I agree that expecting HDMA streaming in Street Fighter 2 is unreasonable. I'm not even sure expecting it in Alpha 2 is reasonable; then again, considering the mess the audio loader made of that game, you'd think someone at Capcom might have started casting about for ideas on how to fix it...
Re: The popular opinion on Genesis vs SNES sound
by on (#187869)
I think Mega Man's music is pretty good except for the electric guitar. Wild Gun from Natsume uses a similar sample library except they switched the electric guitar sample with another one.

It seems like the supervisors at Capcom wanted their programmers to reuse old code as long as they possibly can, even when it's outdated and inefficient. Every fighting game from Final Fight to Street Fighter Alpha used the same crappy VRAM and DMA management code. Let's write to DMA registers one byte at a time so we need freaking big black bars!
Re: The popular opinion on Genesis vs SNES sound
by on (#187874)
93143 wrote:
What? Whose engine does it use?

Believe it or not, according to my (incomplete) sound driver list, it uses Nintendo's. Bregalad may be able to clarify/correct that, since I haven't specifically looked into SFA2 before.

(The tool and signatures I use to generate that file are here. There's some probably obvious omissions, like Konami games etc. but I haven't updated this in a while)
Re: The popular opinion on Genesis vs SNES sound
by on (#187879)
Huh! Did any other N-SPC game have load times?
Re: The popular opinion on Genesis vs SNES sound
by on (#187880)
Well, in a strictly pedantic sense, they pretty much all did.

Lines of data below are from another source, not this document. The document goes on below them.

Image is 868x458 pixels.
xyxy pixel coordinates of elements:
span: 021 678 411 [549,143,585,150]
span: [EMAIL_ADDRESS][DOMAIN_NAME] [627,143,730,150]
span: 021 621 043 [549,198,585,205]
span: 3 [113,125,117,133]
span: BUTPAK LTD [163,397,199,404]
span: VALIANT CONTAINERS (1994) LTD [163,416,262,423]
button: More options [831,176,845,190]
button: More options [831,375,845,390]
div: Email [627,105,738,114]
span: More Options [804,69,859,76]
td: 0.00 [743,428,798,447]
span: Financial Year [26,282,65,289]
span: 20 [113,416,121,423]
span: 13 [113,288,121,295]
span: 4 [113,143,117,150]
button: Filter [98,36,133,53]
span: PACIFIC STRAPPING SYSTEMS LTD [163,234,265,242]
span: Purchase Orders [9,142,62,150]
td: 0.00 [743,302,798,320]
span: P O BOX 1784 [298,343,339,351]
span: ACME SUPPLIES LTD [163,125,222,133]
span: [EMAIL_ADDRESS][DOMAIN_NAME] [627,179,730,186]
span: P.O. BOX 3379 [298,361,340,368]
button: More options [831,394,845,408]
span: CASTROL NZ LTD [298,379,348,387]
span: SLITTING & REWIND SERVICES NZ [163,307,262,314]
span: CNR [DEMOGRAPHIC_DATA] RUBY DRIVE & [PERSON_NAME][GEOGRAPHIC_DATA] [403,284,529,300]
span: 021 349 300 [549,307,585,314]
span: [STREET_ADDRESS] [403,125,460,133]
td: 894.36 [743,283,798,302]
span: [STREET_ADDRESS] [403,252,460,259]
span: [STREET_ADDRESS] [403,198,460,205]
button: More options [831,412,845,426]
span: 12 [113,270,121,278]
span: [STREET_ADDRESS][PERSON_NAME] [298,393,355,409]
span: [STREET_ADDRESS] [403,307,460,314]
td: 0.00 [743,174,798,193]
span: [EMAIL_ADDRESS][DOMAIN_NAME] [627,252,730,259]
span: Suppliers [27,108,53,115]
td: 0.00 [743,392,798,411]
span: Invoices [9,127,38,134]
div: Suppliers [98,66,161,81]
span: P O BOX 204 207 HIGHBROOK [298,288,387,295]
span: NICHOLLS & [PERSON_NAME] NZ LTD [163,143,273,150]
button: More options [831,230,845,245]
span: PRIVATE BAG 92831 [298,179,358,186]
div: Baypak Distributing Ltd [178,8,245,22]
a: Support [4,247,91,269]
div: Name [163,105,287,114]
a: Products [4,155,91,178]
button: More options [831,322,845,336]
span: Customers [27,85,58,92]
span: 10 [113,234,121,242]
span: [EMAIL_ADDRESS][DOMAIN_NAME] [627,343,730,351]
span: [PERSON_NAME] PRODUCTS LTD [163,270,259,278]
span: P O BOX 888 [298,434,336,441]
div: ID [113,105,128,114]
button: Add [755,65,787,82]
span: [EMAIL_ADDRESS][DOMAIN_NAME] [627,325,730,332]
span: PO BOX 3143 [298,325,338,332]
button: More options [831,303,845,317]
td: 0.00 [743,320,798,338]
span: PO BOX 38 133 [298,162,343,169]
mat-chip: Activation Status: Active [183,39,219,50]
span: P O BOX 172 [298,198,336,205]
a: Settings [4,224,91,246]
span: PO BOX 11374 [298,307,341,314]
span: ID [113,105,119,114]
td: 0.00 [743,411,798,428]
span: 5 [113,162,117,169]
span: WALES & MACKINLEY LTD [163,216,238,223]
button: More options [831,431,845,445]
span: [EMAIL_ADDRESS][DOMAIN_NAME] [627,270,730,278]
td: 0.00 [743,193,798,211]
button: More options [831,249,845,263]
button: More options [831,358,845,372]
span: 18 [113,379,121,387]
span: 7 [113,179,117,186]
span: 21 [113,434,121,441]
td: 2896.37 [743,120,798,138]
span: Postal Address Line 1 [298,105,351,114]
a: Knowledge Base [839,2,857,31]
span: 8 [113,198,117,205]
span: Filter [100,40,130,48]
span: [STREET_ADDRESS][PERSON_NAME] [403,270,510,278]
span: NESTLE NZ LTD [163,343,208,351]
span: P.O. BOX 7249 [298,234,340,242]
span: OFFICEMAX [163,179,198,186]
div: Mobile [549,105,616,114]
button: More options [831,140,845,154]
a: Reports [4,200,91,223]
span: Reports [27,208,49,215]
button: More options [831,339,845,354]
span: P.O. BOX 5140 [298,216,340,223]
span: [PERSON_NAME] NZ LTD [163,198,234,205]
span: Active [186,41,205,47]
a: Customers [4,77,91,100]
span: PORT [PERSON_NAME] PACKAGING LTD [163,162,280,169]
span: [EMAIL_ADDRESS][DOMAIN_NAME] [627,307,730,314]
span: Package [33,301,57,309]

Whether any of them used a similar amount of pure data compared to SFA2 is a different question :P
Re: The popular opinion on Genesis vs SNES sound
by on (#188056)
Batman Forever seems to load a lot!!
Re: The popular opinion on Genesis vs SNES sound
by on (#188186)
93143 wrote:
Using indirect HDMA to send data to the APU ports could be very light on the S-CPU, if rather time-consuming on the S-SMP... Unless I've misunderstood how indirect HDMA works, updating the table each frame should be pretty quick.

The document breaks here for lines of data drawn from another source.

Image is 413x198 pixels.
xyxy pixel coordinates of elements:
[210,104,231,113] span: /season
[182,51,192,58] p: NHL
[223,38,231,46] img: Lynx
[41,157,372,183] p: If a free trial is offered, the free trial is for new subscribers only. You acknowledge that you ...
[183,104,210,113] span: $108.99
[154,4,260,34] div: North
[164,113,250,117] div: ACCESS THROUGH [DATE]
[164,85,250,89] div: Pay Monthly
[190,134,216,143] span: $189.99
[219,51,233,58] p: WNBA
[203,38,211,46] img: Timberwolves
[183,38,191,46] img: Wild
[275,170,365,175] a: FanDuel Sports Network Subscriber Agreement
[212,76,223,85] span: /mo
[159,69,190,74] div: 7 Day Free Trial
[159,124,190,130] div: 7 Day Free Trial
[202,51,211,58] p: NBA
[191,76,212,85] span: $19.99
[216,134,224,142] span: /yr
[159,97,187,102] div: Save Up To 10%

Your big audio streaming project happens to use regular DMA during the frame, so you can't do this because of the 1/1/1 bug. But from the S-CPU's perspective it's effectively half-speed DMA to audio RAM (the overhead roughly matches the actual transfer time at 4 bytes per line indirect). N-Warp Daisakusen does HDMA streaming at 4 bytes per line, and I think the APU-side code could be sped up considerably with careful attention to synchronization.

Still, it remains significant that apparently no one did this during the commercial lifetime of the system (apparently even ToP and SO use manual CPU writes)...

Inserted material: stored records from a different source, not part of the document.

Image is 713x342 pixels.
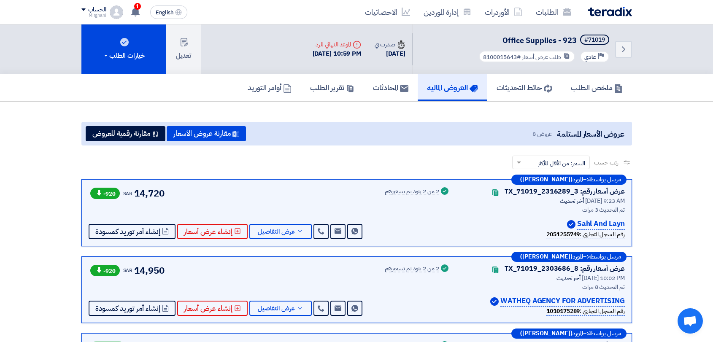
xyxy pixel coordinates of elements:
[249,301,312,316] button: عرض التفاصيل
[582,274,625,283] span: [DATE] 10:02 PM
[460,205,625,214] div: تم التحديث 3 مرات
[385,189,439,195] div: 2 من 2 بنود تم تسعيرهم
[585,197,625,205] span: [DATE] 9:23 AM
[677,308,703,334] a: Open chat
[312,40,361,49] div: الموعد النهائي للرد
[358,2,417,22] a: الاحصائيات
[546,230,579,239] b: 2051255749
[561,74,632,101] a: ملخص الطلب
[487,74,561,101] a: حائط التحديثات
[572,254,583,260] span: المورد
[249,224,312,239] button: عرض التفاصيل
[374,40,405,49] div: صدرت في
[258,305,295,312] span: عرض التفاصيل
[532,129,552,138] span: عروض 8
[102,51,145,61] div: خيارات الطلب
[571,83,622,92] h5: ملخص الطلب
[546,307,624,316] div: رقم السجل التجاري :
[584,37,605,43] div: #71019
[504,264,625,274] div: عرض أسعار رقم: TX_71019_2303686_8
[577,218,625,230] p: Sahl And Layn
[556,274,580,283] span: أخر تحديث
[560,197,584,205] span: أخر تحديث
[538,159,585,168] span: السعر: من الأقل للأكثر
[586,331,621,337] span: مرسل بواسطة:
[81,24,166,74] button: خيارات الطلب
[248,83,291,92] h5: أوامر التوريد
[95,305,160,312] span: إنشاء أمر توريد كمسودة
[258,229,295,235] span: عرض التفاصيل
[312,49,361,59] div: [DATE] 10:59 PM
[478,2,529,22] a: الأوردرات
[89,224,175,239] button: إنشاء أمر توريد كمسودة
[134,264,164,277] span: 14,950
[586,254,621,260] span: مرسل بواسطة:
[557,128,624,140] span: عروض الأسعار المستلمة
[364,74,418,101] a: المحادثات
[417,2,478,22] a: إدارة الموردين
[520,331,572,337] b: ([PERSON_NAME])
[90,188,120,199] span: -920
[483,53,520,62] span: #8100015643
[502,35,576,46] span: Office Supplies - 923
[177,224,248,239] button: إنشاء عرض أسعار
[584,53,596,61] span: عادي
[496,83,552,92] h5: حائط التحديثات
[500,296,624,307] p: WATHEQ AGENCY FOR ADVERTISING
[511,252,626,262] div: –
[460,283,625,291] div: تم التحديث 8 مرات
[301,74,364,101] a: تقرير الطلب
[177,301,248,316] button: إنشاء عرض أسعار
[167,126,246,141] button: مقارنة عروض الأسعار
[123,267,133,274] span: SAR
[588,7,632,16] img: Teradix logo
[88,6,106,13] div: الحساب
[110,5,123,19] img: profile_test.png
[546,307,579,315] b: 1010175289
[511,175,626,185] div: –
[546,230,624,239] div: رقم السجل التجاري :
[586,177,621,183] span: مرسل بواسطة:
[511,329,626,339] div: –
[184,305,232,312] span: إنشاء عرض أسعار
[477,35,611,46] h5: Office Supplies - 923
[567,220,575,229] img: Verified Account
[123,190,133,197] span: SAR
[373,83,408,92] h5: المحادثات
[572,177,583,183] span: المورد
[385,266,439,272] div: 2 من 2 بنود تم تسعيرهم
[95,229,160,235] span: إنشاء أمر توريد كمسودة
[418,74,487,101] a: العروض الماليه
[90,265,120,276] span: -920
[184,229,232,235] span: إنشاء عرض أسعار
[427,83,478,92] h5: العروض الماليه
[310,83,354,92] h5: تقرير الطلب
[89,301,175,316] button: إنشاء أمر توريد كمسودة
[166,24,201,74] button: تعديل
[490,297,498,306] img: Verified Account
[522,53,561,62] span: طلب عرض أسعار
[134,186,164,200] span: 14,720
[238,74,301,101] a: أوامر التوريد
[504,186,625,197] div: عرض أسعار رقم: TX_71019_2316289_3
[374,49,405,59] div: [DATE]
[529,2,578,22] a: الطلبات
[134,3,141,10] span: 1
[520,254,572,260] b: ([PERSON_NAME])
[520,177,572,183] b: ([PERSON_NAME])
[86,126,165,141] button: مقارنة رقمية للعروض
[156,10,173,16] span: English
[150,5,187,19] button: English
[81,13,106,18] div: Mirghani
[572,331,583,337] span: المورد
[594,158,618,167] span: رتب حسب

I need to redo Bad Apple soon, but I need to come up with some form of faster compression without using DMA to fill out the tile map.
Re: The popular opinion on Genesis vs SNES sound
by on (#188218)
Actually I have an idea. I can decompress the tile map during vblank, directly into VRAM.
Re: The popular opinion on Genesis vs SNES sound
by on (#188244)
Revenant wrote:
93143 wrote:
What? Whose engine does it use?

Believe it or not, according to my (incomplete) sound driver list, it uses Nintendo's. Bregalad may be able to clarify/correct that, since I haven't specifically looked into SFA2 before.

(The tool and signatures I use to generate that file are here. There's some probably obvious omissions, like Konami games etc. but I haven't updated this in a while)

It has some glaring omissions, like the Tim/Geoff Follin sound engine.
Re: The popular opinion on Genesis vs SNES sound
by on (#188247)
If you mean the one in e.g. Plok, that's the Software Creations sound driver written by Paul Tonge. It was also used in a number of games that the Follins weren't involved with, including games not actually developed by Software Creations, such as Winter Gold and the unreleased Pocahontas.

There are other drivers that I'm moderately aware of, like that one, which I just haven't attempted to create reliable signatures for yet.
Re: The popular opinion on Genesis vs SNES sound
by on (#188249)
Hmm, interesting. Paul Tonge was pretty much the only person that made fantastic music on the Atari Lynx.